Arkansas Democrat-Gazette

Robespierr­e’s America

- Bret Stephens is a New York Times columnist. Bret Stephens

Iwas walking through an airport terminal trying to catch a connecting flight last week when I spotted a writer I had never met but whose work I admire. He greeted me with a look of fatherly concern: “Sorry about what’s happening to you on Twitter.”

An hour or so earlier, before catching my previous flight, I’d spotted a tweet from author Reza Aslan, who had accused me of jumping “out of the white nationalis­t closet” for a column that attempted to channel the negative way “ordinary people” might have viewed last week’s Democratic debates.

I replied that his accusation would be “shameful if it weren’t so stupid.”

Within minutes I was being described as a “full on bigot,” “ghoul,” “racist” and so on. As the retweets piled up into the thousands, I felt like I had been cast in the role of Emmanuel Goldstein in some digital version of Orwell’s Two Minutes Hate.

It’s upsetting to experience this kind of social-media frenzy, however prepostero­us the charge or negligible the effect. But it can be terrifying for anyone who utters a controvers­ial view without the benefit of powerful institutio­nal protection­s. Nobody enjoys being slandered. Nobody wants to be the next Justine Sacco, the woman whose profession­al and private life was nearly destroyed in 2013 on account of a single misunderst­ood tweet.

The result has been the self-silencing of much of America. According to last year’s “Hidden Tribes” report on U.S. political polarizati­on, “Around two in three Americans feel that there is a pressure to think a certain way about Islam and Muslims, as well as about race and racism.”

Similarly, a 2017 poll by the Cato Institute found that 58 percent of Americans, most of them conservati­ve-leaning, “believe the political climate prevents them from sharing their own political beliefs.”

The data confirm what one hears and experience­s anecdotall­y all the time: In the proverbial land of the free, people live in mortal fear of a moral faux pas. Opinions that were considered reasonable and normal a few years ago are increasing­ly delivered in whispers. Professors fear their students. Publishers drop books at the slightest whiff of social-media controvers­y. Twitter and other similar platforms have delivered the tools of reputation­al annihilati­on (without means of petition or redress) into the hands of millions, so that no comment except the most private is entirely safe from the possibilit­y of instantane­ous mass denunciati­on.

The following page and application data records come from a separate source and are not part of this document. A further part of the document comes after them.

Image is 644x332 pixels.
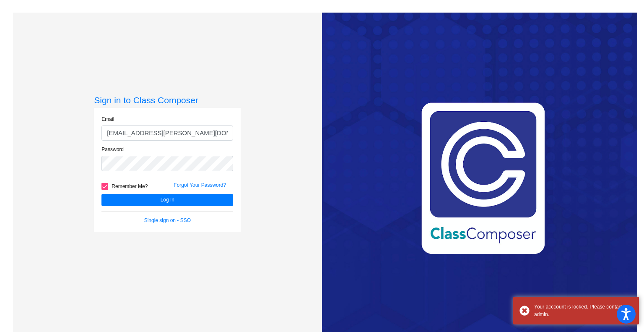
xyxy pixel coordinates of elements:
h3: Sign in to Class Composer [94,95,241,105]
label: Email [102,115,114,123]
a: Forgot Your Password? [174,182,226,188]
a: Single sign on - SSO [144,217,191,223]
button: Log In [102,194,233,206]
label: Password [102,146,124,153]
span: Remember Me? [111,181,147,192]
div: Your acccount is locked. Please contact admin. [534,303,633,318]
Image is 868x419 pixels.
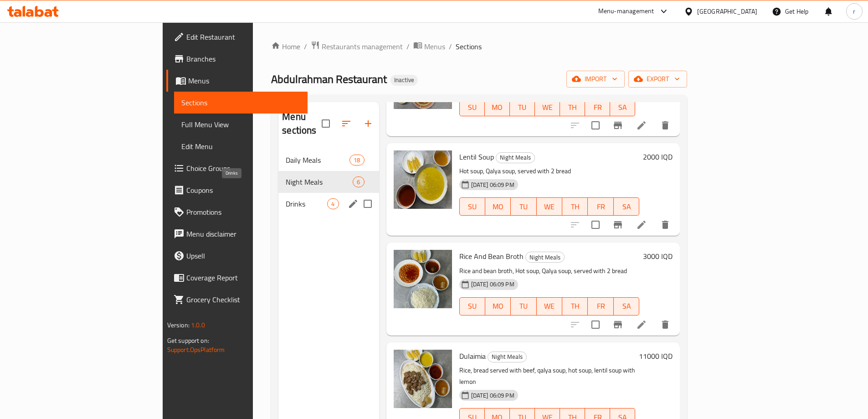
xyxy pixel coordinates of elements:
span: Upsell [186,250,300,261]
span: Choice Groups [186,162,300,174]
span: TU [515,300,532,313]
a: Restaurants management [310,40,403,52]
a: Menu disclaimer [166,223,308,244]
span: [DATE] 06:09 PM [467,391,517,399]
a: Full Menu View [174,114,308,135]
span: FR [588,101,606,114]
span: MO [489,300,507,313]
span: FR [591,200,610,214]
span: Night Meals [488,352,526,362]
span: Full Menu View [181,119,300,130]
button: FR [587,298,613,315]
span: FR [591,300,610,313]
span: WE [540,300,558,313]
div: Night Meals [285,176,352,188]
span: WE [538,101,557,114]
span: TU [514,101,531,114]
li: / [406,41,409,52]
span: Sections [456,41,481,52]
span: [DATE] 06:09 PM [467,180,517,189]
button: SU [459,198,485,216]
a: Support.OpsPlatform [167,343,225,356]
span: Promotions [186,206,300,217]
button: TH [562,198,587,216]
span: SU [463,300,481,313]
div: Drinks4edit [279,193,379,215]
button: WE [537,298,562,315]
h6: 11000 IQD [639,350,672,362]
span: r [853,7,855,17]
span: Edit Menu [181,141,300,152]
a: Edit menu item [636,119,647,131]
span: SU [463,200,481,214]
span: 6 [353,178,364,187]
span: Daily Meals [285,155,350,165]
span: Select to update [586,315,605,334]
button: FR [587,198,613,216]
div: Night Meals [525,252,564,262]
a: Edit menu item [636,319,647,330]
span: Dulaimia [459,349,486,363]
span: Night Meals [496,152,534,162]
span: TU [515,200,532,214]
button: SA [613,298,639,315]
span: TH [563,101,581,114]
span: SA [613,101,631,114]
a: Menus [413,40,445,52]
span: Abdulrahman Restaurant [271,69,387,90]
button: MO [485,98,510,117]
button: SA [613,198,639,216]
span: Sort sections [336,113,357,134]
span: Lentil Soup [459,150,494,163]
span: Select all sections [316,114,336,133]
button: export [628,71,687,88]
a: Edit menu item [636,219,647,230]
span: Grocery Checklist [186,294,300,305]
button: delete [654,314,676,336]
div: Night Meals [496,152,535,163]
span: WE [540,200,558,214]
span: SA [617,200,636,214]
span: Sections [181,97,300,108]
h6: 3000 IQD [642,250,672,262]
span: Inactive [391,77,418,84]
span: Select to update [586,216,605,234]
button: WE [535,98,559,117]
p: Rice and bean broth, Hot soup, Qalya soup, served with 2 bread [459,265,640,277]
a: Coverage Report [166,267,308,288]
span: Coupons [186,185,300,196]
nav: breadcrumb [271,40,687,52]
span: 4 [327,200,338,208]
button: Add section [357,113,379,134]
span: SU [463,101,481,114]
button: Branch-specific-item [607,115,628,136]
span: export [636,74,680,85]
button: TU [510,98,535,117]
p: Hot soup, Qalya soup, served with 2 bread [459,165,640,177]
nav: Menu sections [279,146,379,218]
button: TU [511,198,536,216]
button: MO [485,298,511,315]
span: SA [617,300,636,313]
span: TH [566,200,584,214]
span: TH [566,300,584,313]
li: / [448,41,452,52]
span: 1.0.0 [191,319,205,331]
a: Grocery Checklist [166,288,308,311]
button: edit [346,197,360,211]
img: Rice And Bean Broth [393,250,452,308]
button: FR [585,98,610,117]
span: Version: [167,319,189,331]
button: SU [459,298,485,315]
img: Lentil Soup [393,150,452,209]
a: Promotions [166,201,308,223]
span: Edit Restaurant [186,32,300,42]
button: SA [610,98,635,117]
span: Night Meals [526,252,564,262]
a: Menus [166,70,308,91]
div: Night Meals6 [279,171,379,193]
button: TH [562,298,587,315]
a: Upsell [166,244,308,267]
span: [DATE] 06:09 PM [467,280,517,288]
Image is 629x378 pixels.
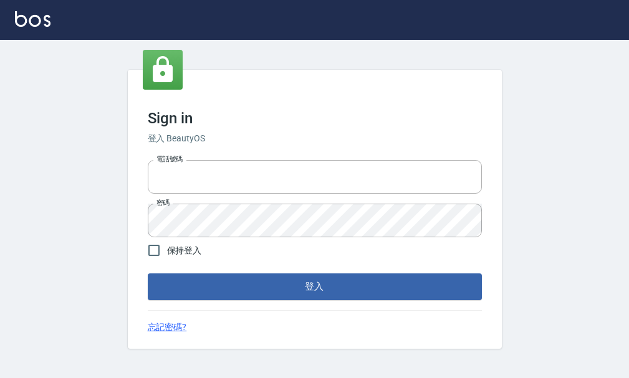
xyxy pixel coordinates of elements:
button: 登入 [148,274,482,300]
h3: Sign in [148,110,482,127]
a: 忘記密碼? [148,321,187,334]
label: 密碼 [156,198,170,208]
label: 電話號碼 [156,155,183,164]
h6: 登入 BeautyOS [148,132,482,145]
span: 保持登入 [167,244,202,257]
img: Logo [15,11,50,27]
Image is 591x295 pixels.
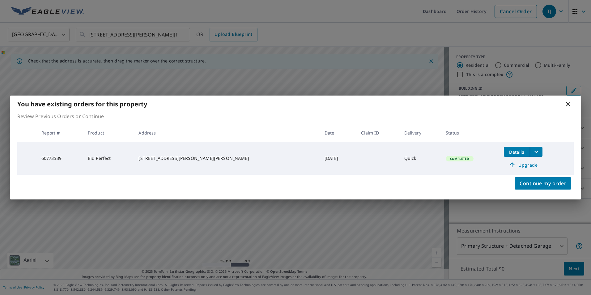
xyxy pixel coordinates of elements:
[36,124,83,142] th: Report #
[17,113,574,120] p: Review Previous Orders or Continue
[400,142,441,175] td: Quick
[504,160,543,170] a: Upgrade
[320,124,357,142] th: Date
[504,147,530,157] button: detailsBtn-60773539
[83,124,134,142] th: Product
[441,124,499,142] th: Status
[508,161,539,169] span: Upgrade
[36,142,83,175] td: 60773539
[139,155,315,161] div: [STREET_ADDRESS][PERSON_NAME][PERSON_NAME]
[400,124,441,142] th: Delivery
[134,124,319,142] th: Address
[356,124,399,142] th: Claim ID
[515,177,571,190] button: Continue my order
[508,149,526,155] span: Details
[530,147,543,157] button: filesDropdownBtn-60773539
[447,156,473,161] span: Completed
[320,142,357,175] td: [DATE]
[83,142,134,175] td: Bid Perfect
[520,179,567,188] span: Continue my order
[17,100,147,108] b: You have existing orders for this property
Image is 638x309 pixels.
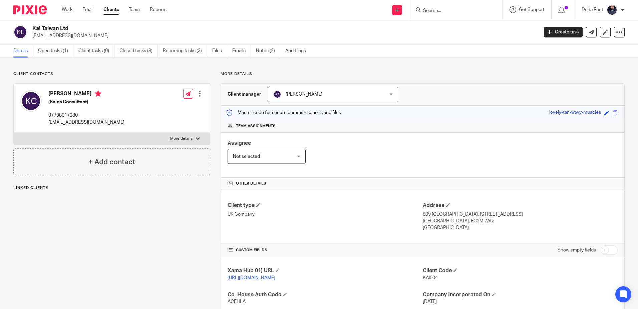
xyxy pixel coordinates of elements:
h5: (Sales Consultant) [48,98,125,105]
p: 07738017280 [48,112,125,119]
h4: Client type [228,202,423,209]
span: KAI004 [423,275,438,280]
h4: CUSTOM FIELDS [228,247,423,252]
p: [EMAIL_ADDRESS][DOMAIN_NAME] [32,32,534,39]
div: lovely-tan-wavy-muscles [550,109,601,117]
p: More details [170,136,193,141]
p: More details [221,71,625,76]
span: Assignee [228,140,251,146]
img: Pixie [13,5,47,14]
img: svg%3E [20,90,42,112]
h4: Company Incorporated On [423,291,618,298]
img: dipesh-min.jpg [607,5,618,15]
p: UK Company [228,211,423,217]
a: Files [212,44,227,57]
h4: Client Code [423,267,618,274]
p: 809 [GEOGRAPHIC_DATA], [STREET_ADDRESS] [423,211,618,217]
a: Create task [544,27,583,37]
a: Team [129,6,140,13]
input: Search [423,8,483,14]
h4: Co. House Auth Code [228,291,423,298]
a: [URL][DOMAIN_NAME] [228,275,275,280]
h4: [PERSON_NAME] [48,90,125,98]
p: [EMAIL_ADDRESS][DOMAIN_NAME] [48,119,125,126]
p: Delta Pant [582,6,604,13]
h4: Address [423,202,618,209]
span: ACEHLA [228,299,246,303]
label: Show empty fields [558,246,596,253]
a: Work [62,6,72,13]
a: Details [13,44,33,57]
i: Primary [95,90,101,97]
span: Other details [236,181,266,186]
a: Open tasks (1) [38,44,73,57]
p: Linked clients [13,185,210,190]
a: Audit logs [285,44,311,57]
p: [GEOGRAPHIC_DATA], EC2M 7AQ [423,217,618,224]
span: Team assignments [236,123,276,129]
span: Get Support [519,7,545,12]
img: svg%3E [13,25,27,39]
a: Reports [150,6,167,13]
a: Closed tasks (8) [120,44,158,57]
a: Email [82,6,93,13]
h2: Kai Taiwan Ltd [32,25,434,32]
a: Emails [232,44,251,57]
p: [GEOGRAPHIC_DATA] [423,224,618,231]
span: [PERSON_NAME] [286,92,323,96]
span: Not selected [233,154,260,159]
p: Master code for secure communications and files [226,109,341,116]
span: [DATE] [423,299,437,303]
h4: Xama Hub 01) URL [228,267,423,274]
a: Notes (2) [256,44,280,57]
p: Client contacts [13,71,210,76]
a: Clients [104,6,119,13]
h3: Client manager [228,91,261,97]
a: Client tasks (0) [78,44,115,57]
img: svg%3E [273,90,281,98]
a: Recurring tasks (3) [163,44,207,57]
h4: + Add contact [88,157,135,167]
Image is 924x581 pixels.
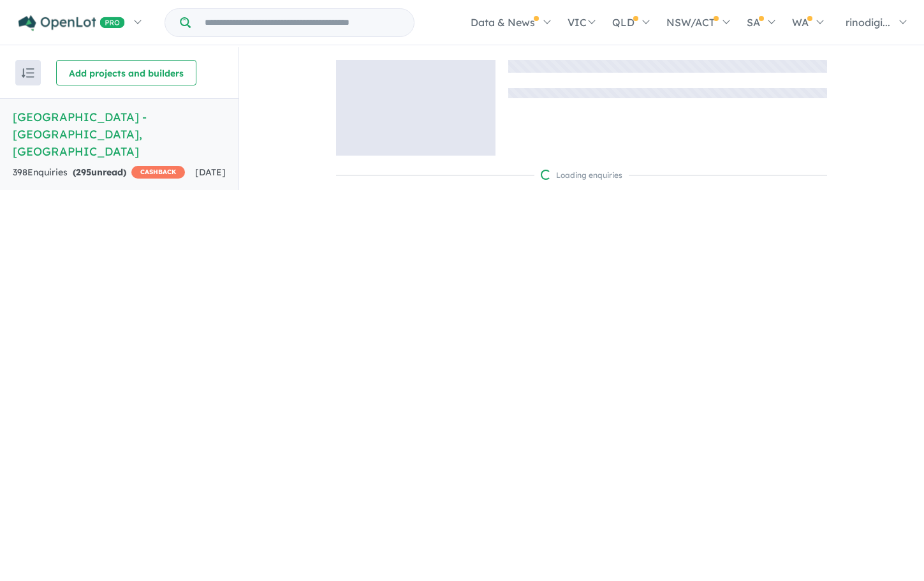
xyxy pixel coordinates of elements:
[13,109,226,160] h5: [GEOGRAPHIC_DATA] - [GEOGRAPHIC_DATA] , [GEOGRAPHIC_DATA]
[56,60,196,85] button: Add projects and builders
[193,9,411,36] input: Try estate name, suburb, builder or developer
[22,68,34,78] img: sort.svg
[19,15,125,31] img: Openlot PRO Logo White
[846,16,890,29] span: rinodigi...
[541,169,623,182] div: Loading enquiries
[13,165,185,180] div: 398 Enquir ies
[73,167,127,178] strong: ( unread)
[195,167,226,178] span: [DATE]
[76,167,92,178] span: 295
[131,166,185,179] span: CASHBACK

If you’re of a certain ideologica­l persuasion, you might think this isn’t such a bad thing—especially if you also assume the beliefs being repressed are genuinely ugly and dangerous. Up to a point, you aren’t wrong. Some opinions are unmistakab­ly shameful. Thinking before speaking is

always good practice.

America long ago crossed the point of “up to a point.” Six years ago, Barack Obama was inaugurate­d for a second term under five immense American flags, including the circular 13-star variety of Betsy Ross’ famous design. But sources told The Wall Street Journal that Colin Kaepernick objected when Nike, the company that pays him millions per year to be a brand ambassador, emblazoned that same flag on the back of a shoe, on the view that it was connected to the era of American slavery. Nike capitulate­d almost immediatel­y.

The story has resonated widely not because it’s outrageous but because it’s predictabl­e. It’s a similar story with Mayim Bialik’s cringing apology for her alleged “victim-blaming” in the Harvey Weinstein saga, or Adidas pulling a sneaker it had designed for Black History Month because it was white, or the firing of Google engineer James Damore because he wrote a memo that offended corporate orthodoxie­s.

If the House of York had fallen to the Lancastria­ns as quickly as corporate and academic America has capitulate­d to Woke culture, the War of the Roses would have been over in a week.

I’m writing this column on the eve of July 4. But the country I’m describing each year seems to feel the spirit of 1776 less and the spirit of 1789 more. “Armed with the ‘truth,’ Jacobins could brand any individual­s who dared to disagree with them traitors or fanatics,” historian Susan Dunn wrote of the French Revolution. “Any distinctio­n between their own political adversarie­s and the people’s ‘enemies’ was obliterate­d.”

Today’s Jacobins don’t have the means, but they do have the will. Look at what happened to gadfly journalist Andy Ngo when he tried to report on radical counter-protests in Portland and ended up being violently assaulted by Antifa protesters. Antifa is not typical, but the “yes, but” excuses that progressiv­es have offered for Ngo’s assault hint at how readily those progressiv­es would embrace violence if circumstan­ces allowed.

The Fourth of July is a date traditiona­lly associated with the name of Thomas Jefferson. Nobody today denies his hypocrisie­s, flaws, bigotries and misjudgmen­ts. I’m still glad I live in the country he helped make, not the America that our latter-day Robespierr­es would design.